→ What this task involves
Copy each line of the data below, character for character.
———
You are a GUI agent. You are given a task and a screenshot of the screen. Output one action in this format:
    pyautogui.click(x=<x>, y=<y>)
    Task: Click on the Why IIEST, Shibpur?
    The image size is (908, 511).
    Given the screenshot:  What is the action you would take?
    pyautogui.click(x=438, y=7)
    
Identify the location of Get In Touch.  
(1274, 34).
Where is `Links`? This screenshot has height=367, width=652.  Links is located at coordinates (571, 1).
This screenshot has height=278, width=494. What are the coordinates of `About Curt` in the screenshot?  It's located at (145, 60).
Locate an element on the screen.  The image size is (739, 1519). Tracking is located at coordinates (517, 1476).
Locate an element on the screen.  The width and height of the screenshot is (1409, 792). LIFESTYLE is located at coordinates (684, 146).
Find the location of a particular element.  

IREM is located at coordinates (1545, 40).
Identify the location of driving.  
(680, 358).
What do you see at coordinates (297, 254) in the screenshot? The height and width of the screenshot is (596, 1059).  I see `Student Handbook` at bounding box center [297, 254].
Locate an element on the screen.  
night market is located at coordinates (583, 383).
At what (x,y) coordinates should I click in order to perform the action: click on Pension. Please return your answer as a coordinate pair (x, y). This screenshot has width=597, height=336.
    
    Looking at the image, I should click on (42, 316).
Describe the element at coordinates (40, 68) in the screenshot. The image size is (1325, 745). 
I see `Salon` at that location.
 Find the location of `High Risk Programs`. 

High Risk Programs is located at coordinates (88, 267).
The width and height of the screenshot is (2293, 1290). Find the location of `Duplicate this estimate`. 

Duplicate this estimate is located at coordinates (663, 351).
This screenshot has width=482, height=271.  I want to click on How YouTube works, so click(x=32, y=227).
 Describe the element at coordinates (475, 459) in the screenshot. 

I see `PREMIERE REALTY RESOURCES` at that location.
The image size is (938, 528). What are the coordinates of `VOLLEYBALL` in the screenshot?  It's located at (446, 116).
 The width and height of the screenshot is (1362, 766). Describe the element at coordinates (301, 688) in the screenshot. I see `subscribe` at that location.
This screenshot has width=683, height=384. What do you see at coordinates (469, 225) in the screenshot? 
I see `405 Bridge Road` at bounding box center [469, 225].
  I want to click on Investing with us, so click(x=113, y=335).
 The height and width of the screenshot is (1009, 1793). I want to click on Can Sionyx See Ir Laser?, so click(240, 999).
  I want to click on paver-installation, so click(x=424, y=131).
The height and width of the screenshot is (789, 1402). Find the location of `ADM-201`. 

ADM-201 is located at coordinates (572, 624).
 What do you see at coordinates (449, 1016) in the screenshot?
———
→ Written response
You are a GUI agent. You are given a task and a screenshot of the screen. Output one action in this format:
    pyautogui.click(x=<x>, y=<y>)
    Task: Click on the Why IIEST, Shibpur?
    The image size is (908, 511).
    Given the screenshot:  What is the action you would take?
    pyautogui.click(x=438, y=7)
    
Identify the location of Get In Touch.  
(1274, 34).
Where is `Links`? This screenshot has height=367, width=652.  Links is located at coordinates (571, 1).
This screenshot has height=278, width=494. What are the coordinates of `About Curt` in the screenshot?  It's located at (145, 60).
Locate an element on the screen.  The image size is (739, 1519). Tracking is located at coordinates (517, 1476).
Locate an element on the screen.  The width and height of the screenshot is (1409, 792). LIFESTYLE is located at coordinates (684, 146).
Find the location of a particular element.  

IREM is located at coordinates (1545, 40).
Identify the location of driving.  
(680, 358).
What do you see at coordinates (297, 254) in the screenshot? The height and width of the screenshot is (596, 1059).  I see `Student Handbook` at bounding box center [297, 254].
Locate an element on the screen.  
night market is located at coordinates (583, 383).
At what (x,y) coordinates should I click in order to perform the action: click on Pension. Please return your answer as a coordinate pair (x, y). This screenshot has width=597, height=336.
    
    Looking at the image, I should click on (42, 316).
Describe the element at coordinates (40, 68) in the screenshot. The image size is (1325, 745). 
I see `Salon` at that location.
 Find the location of `High Risk Programs`. 

High Risk Programs is located at coordinates (88, 267).
The width and height of the screenshot is (2293, 1290). Find the location of `Duplicate this estimate`. 

Duplicate this estimate is located at coordinates (663, 351).
This screenshot has width=482, height=271.  I want to click on How YouTube works, so click(x=32, y=227).
 Describe the element at coordinates (475, 459) in the screenshot. 

I see `PREMIERE REALTY RESOURCES` at that location.
The image size is (938, 528). What are the coordinates of `VOLLEYBALL` in the screenshot?  It's located at (446, 116).
 The width and height of the screenshot is (1362, 766). Describe the element at coordinates (301, 688) in the screenshot. I see `subscribe` at that location.
This screenshot has width=683, height=384. What do you see at coordinates (469, 225) in the screenshot? 
I see `405 Bridge Road` at bounding box center [469, 225].
  I want to click on Investing with us, so click(x=113, y=335).
 The height and width of the screenshot is (1009, 1793). I want to click on Can Sionyx See Ir Laser?, so click(240, 999).
  I want to click on paver-installation, so click(x=424, y=131).
The height and width of the screenshot is (789, 1402). Find the location of `ADM-201`. 

ADM-201 is located at coordinates (572, 624).
 What do you see at coordinates (449, 1016) in the screenshot?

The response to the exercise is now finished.